“But Isn’t Coaching for Hacks and Bad Therapists?”
It’s a question whispered in the back rows of CEU conferences and lobbed online by skeptics: “Isn’t coaching just therapy-lite run by unqualified people?”
Let’s set the record straight.
Coaching ≠ Therapy (and That’s the Point)
Therapy is a clinical service focused on diagnosing and treating mental health conditions. It requires licensure, rigorous training, and ethical accountability. Coaching, on the other hand, is not designed to treat mental illness.
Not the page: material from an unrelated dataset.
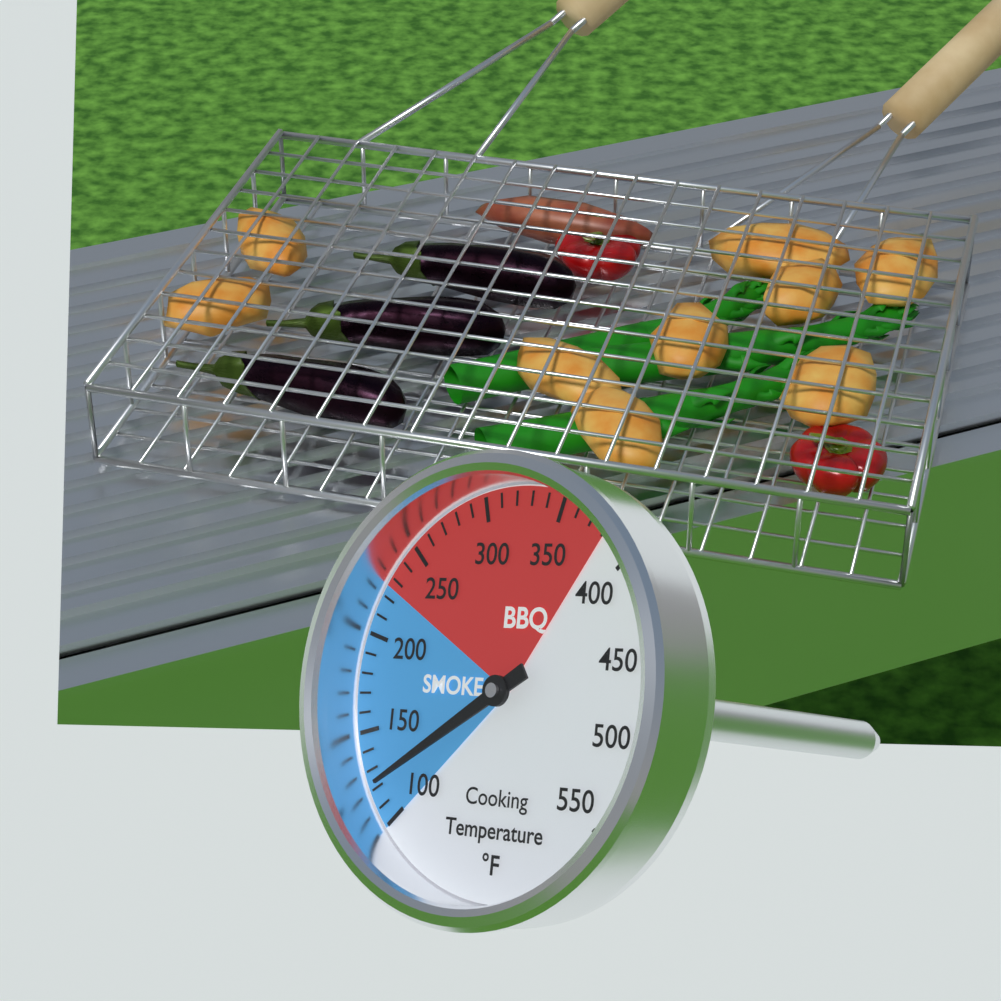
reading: 120 °F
It's a structured, goal-oriented service meant to help people grow, navigate transitions, build skills, and live with more intention.
They’re cousins, not twins - and the distinction matters.
Coaching Can Be the Right Fit When…
There’s no mental health diagnosis — The client is not seeking symptom relief but clarity, accountability, or transformation.
Someone is between therapists — Coaching can offer stabilizing structure while they wait for availability (as long as safety and appropriateness are assessed).
The work is future-facing — Clients want to clarify their purpose, improve communication, build a business, or realign with values. This isn’t clinical work - it’s directional.
Clients don’t want therapy — Not everyone needs or wants a deep dive into the past. Some want a clear-headed partner to help them move forward.
What Makes Coaching Ethical and Helpful?
It comes down to scope and transparency. An ethical coach stays in their lane, knows when to refer out, and communicates clearly about what coaching is -and isn’t. When done well, coaching is not a knockoff of therapy - it’s a different tool in the toolbox, used for different jobs.
When practiced by a therapist who also offers coaching, the distinction becomes even more powerful: clients get the benefit of deep understanding with firm boundaries around the service being offered.
The Bottom Line
Bad therapy is bad therapy. Bad coaching is bad coaching. But thoughtful, ethical, well-defined coaching is a powerful offering - not a fallback, not a workaround, and not a scam. It’s a legitimate way to support people who are seeking progress, not pathology.